During this period the entire population of Cambodia was ordered to report to the countryside and placed into slave labor of work camps and farming communities. Any civilian that was of middle or upper class society at the time were either killed or tortured to make sure they were not against the new government. The lowest class of people in Cambodia that mainly consisted of farmers were considered the "ideal" citizen of the new government and were thus put into important roles to look after all the enslaved other people. For 4 years the Pol Pot regime "AKA" the Khmer Rouge committed genocide on the people of Cambodia and uprooted everyone from normal life and robbed them of all there freedoms. This included taking all money and valuables from there people, placing them in horrible living conditions, sending away young children and teens to work camps to be placed into the army, permission to rape any women that flaunts her body, enslaving them to farm food for the government and only being allow a minimal amount of food for themselves, and separating men and women into different camps.
The first place we visited was in downtown Phenom Phen to an enslavement camp. This elementary school turn torture jail was used during the 4 years of the Khmer Rouge rise to power and is now the genocide history museum of Cambodia.
Occupants were enslaved and tortured only to be killed in the most inhuman ways. As a document to the jail, there is a local artist that is featured recalling all of his memories of the time. Here are a few of his works...
And below is a torture chamber used to beat inmates into submission.
Pretty depressing huh.

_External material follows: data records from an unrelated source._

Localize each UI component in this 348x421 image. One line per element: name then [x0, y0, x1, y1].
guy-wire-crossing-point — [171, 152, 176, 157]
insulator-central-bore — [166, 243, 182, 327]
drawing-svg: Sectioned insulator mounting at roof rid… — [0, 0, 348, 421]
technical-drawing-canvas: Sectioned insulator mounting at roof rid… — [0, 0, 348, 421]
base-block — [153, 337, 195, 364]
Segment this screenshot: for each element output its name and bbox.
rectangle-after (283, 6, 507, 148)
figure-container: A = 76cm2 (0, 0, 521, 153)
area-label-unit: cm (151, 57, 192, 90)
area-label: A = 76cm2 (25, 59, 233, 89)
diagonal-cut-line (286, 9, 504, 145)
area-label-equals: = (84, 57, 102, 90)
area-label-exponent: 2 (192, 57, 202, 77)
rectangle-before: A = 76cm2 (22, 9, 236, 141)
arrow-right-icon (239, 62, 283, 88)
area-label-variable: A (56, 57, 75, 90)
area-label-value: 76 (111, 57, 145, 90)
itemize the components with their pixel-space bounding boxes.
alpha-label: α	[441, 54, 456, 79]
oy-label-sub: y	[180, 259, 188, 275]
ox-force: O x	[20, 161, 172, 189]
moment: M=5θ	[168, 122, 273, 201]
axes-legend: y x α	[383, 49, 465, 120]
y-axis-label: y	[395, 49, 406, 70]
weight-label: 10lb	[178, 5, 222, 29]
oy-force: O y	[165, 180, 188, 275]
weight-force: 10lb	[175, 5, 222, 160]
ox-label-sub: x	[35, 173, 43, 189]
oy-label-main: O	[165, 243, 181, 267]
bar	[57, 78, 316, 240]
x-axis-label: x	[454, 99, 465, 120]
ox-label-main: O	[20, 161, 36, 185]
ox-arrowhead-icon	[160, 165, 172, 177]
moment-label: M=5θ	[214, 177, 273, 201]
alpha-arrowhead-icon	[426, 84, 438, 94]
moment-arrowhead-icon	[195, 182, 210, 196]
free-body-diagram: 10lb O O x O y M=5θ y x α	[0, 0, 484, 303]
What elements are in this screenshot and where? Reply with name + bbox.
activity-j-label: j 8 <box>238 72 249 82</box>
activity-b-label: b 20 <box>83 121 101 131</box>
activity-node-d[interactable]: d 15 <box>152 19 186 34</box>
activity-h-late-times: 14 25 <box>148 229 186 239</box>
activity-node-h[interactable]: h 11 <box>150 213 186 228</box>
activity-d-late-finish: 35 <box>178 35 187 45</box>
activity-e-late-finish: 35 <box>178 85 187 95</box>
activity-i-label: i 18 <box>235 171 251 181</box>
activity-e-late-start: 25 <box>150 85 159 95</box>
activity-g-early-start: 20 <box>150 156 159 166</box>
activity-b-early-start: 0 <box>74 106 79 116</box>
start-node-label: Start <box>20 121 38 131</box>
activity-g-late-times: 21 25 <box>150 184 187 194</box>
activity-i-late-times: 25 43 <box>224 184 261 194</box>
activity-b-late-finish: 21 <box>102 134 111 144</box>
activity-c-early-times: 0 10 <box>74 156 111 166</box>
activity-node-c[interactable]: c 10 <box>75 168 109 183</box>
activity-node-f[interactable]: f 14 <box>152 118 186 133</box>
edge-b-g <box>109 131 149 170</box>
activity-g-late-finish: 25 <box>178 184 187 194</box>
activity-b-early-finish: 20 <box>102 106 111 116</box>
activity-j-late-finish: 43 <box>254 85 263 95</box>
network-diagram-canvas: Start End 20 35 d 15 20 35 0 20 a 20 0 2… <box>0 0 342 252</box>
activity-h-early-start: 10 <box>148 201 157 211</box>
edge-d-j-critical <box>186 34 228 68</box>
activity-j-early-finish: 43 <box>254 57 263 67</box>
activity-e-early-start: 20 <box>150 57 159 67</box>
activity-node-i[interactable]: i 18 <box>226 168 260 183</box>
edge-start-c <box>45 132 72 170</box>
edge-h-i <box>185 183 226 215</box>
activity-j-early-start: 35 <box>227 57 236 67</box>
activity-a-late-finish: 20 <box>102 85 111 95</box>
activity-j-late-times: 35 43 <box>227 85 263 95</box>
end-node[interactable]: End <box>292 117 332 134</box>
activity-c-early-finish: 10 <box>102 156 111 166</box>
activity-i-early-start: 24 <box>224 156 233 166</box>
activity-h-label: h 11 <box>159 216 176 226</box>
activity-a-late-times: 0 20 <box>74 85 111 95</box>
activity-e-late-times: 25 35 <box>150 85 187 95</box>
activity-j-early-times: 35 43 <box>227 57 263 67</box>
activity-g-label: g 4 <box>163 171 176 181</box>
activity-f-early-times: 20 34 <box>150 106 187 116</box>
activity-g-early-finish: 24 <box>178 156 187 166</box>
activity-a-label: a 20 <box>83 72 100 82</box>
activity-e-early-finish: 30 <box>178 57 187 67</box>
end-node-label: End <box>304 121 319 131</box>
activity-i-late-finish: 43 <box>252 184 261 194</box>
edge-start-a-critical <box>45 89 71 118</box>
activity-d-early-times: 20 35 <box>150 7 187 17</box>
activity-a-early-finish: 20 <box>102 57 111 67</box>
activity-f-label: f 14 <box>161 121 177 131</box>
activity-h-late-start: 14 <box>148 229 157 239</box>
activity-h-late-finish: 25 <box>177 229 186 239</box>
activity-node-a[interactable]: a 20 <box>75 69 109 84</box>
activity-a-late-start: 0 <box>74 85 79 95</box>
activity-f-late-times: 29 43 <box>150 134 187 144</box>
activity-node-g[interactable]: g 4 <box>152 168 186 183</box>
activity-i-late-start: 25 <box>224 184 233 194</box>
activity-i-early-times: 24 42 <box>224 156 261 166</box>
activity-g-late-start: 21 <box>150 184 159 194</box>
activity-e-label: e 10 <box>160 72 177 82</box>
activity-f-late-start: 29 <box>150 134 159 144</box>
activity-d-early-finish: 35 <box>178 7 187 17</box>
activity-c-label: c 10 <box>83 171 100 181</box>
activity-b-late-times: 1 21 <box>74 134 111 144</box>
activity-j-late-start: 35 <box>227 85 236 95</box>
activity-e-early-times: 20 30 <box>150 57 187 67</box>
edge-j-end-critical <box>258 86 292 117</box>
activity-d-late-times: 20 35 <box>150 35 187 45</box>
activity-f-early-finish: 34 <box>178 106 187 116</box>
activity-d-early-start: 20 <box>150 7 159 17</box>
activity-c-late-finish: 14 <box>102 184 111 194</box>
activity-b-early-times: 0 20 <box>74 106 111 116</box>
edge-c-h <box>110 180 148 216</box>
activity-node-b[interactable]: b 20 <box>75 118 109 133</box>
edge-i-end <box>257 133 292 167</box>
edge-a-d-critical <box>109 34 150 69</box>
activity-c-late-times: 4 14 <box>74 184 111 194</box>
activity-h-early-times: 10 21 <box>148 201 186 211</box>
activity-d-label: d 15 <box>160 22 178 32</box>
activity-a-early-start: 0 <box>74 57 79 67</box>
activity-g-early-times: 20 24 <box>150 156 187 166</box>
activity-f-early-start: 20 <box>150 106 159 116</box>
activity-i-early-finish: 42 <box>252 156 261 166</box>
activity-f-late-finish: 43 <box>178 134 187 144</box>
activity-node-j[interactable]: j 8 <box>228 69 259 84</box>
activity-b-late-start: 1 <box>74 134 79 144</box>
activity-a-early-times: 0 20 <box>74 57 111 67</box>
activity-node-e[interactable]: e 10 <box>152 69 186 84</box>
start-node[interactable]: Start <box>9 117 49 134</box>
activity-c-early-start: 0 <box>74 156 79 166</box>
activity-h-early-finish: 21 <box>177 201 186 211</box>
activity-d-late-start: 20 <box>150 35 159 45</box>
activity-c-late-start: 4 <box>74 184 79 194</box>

I will say at this point to let you relax from the horrifying info i have given you thus far that I think it is very important to learn about the past history of our world (bad or good) in an effort to stop this from ever happening again. I do get very depressed especially having been there, but i just hope that at some point our society as a whole has moved past this horrific part of history. The people of Cambodia were promised alot as they first thought the Khmer Rouge soldiers were trying to help them escape from the "Youn's" of Vietnam. The overall thought was that Vietnamese were a very immoral people, and yet the government of Cambodia was just brainwashing their own people into believing it.
The 2nd part of our day, we drove out into the countryside of Cambodia to "the Killing Fields". Upon arrival you are greeted by a large mosque and dedication to those who lost there lives here during the genocide years. At first glance you think it is a very peaceful building.
It is a little more horrifying and surreal when you step into the building. Each level of the structure holds the remains of heads and bones of those that died here and were NOT even buried. Of the ones that were buried, they were simply shot and placed into mass graves sometimes with 300-500 bodies. The total amount of people that lost there lives in this 4 year bit of history was more than 300,000. Which was almost 1/4 of all Cambodians in 1980.
It didn't even hit me as to how depressing and horrible this was, until you walk around the grounds. Most of the land is unchanged from the original process of children getting dragged away from there parents, and being tortured and killed. For the most part you are just looking at empty holes in the ground and lots of clothes scattered around the ground.
This tree was used to beat people and hang them from it with nooses. The site of seeing so many clothes scattered just is evidence of how scared the men, women, and children were when they came here. Striped of all basic comforts and freedoms of the best this world has to offer and allowed to die because government power and paranoia got the best of the Khmer Rouge.
I have spent alot of long nights thinking about this tragic note in all of our history. And the reason it matters to those of us in the western world is because this could happen to any society no matter how well civilized we think we are.
I just got done reading a book called "First They Killed My Father" and i really think everyone should read this. When i was in college I took a Genocide course and that course doesn't even begin to explain the horror that you understand when you learn the true facts about this event.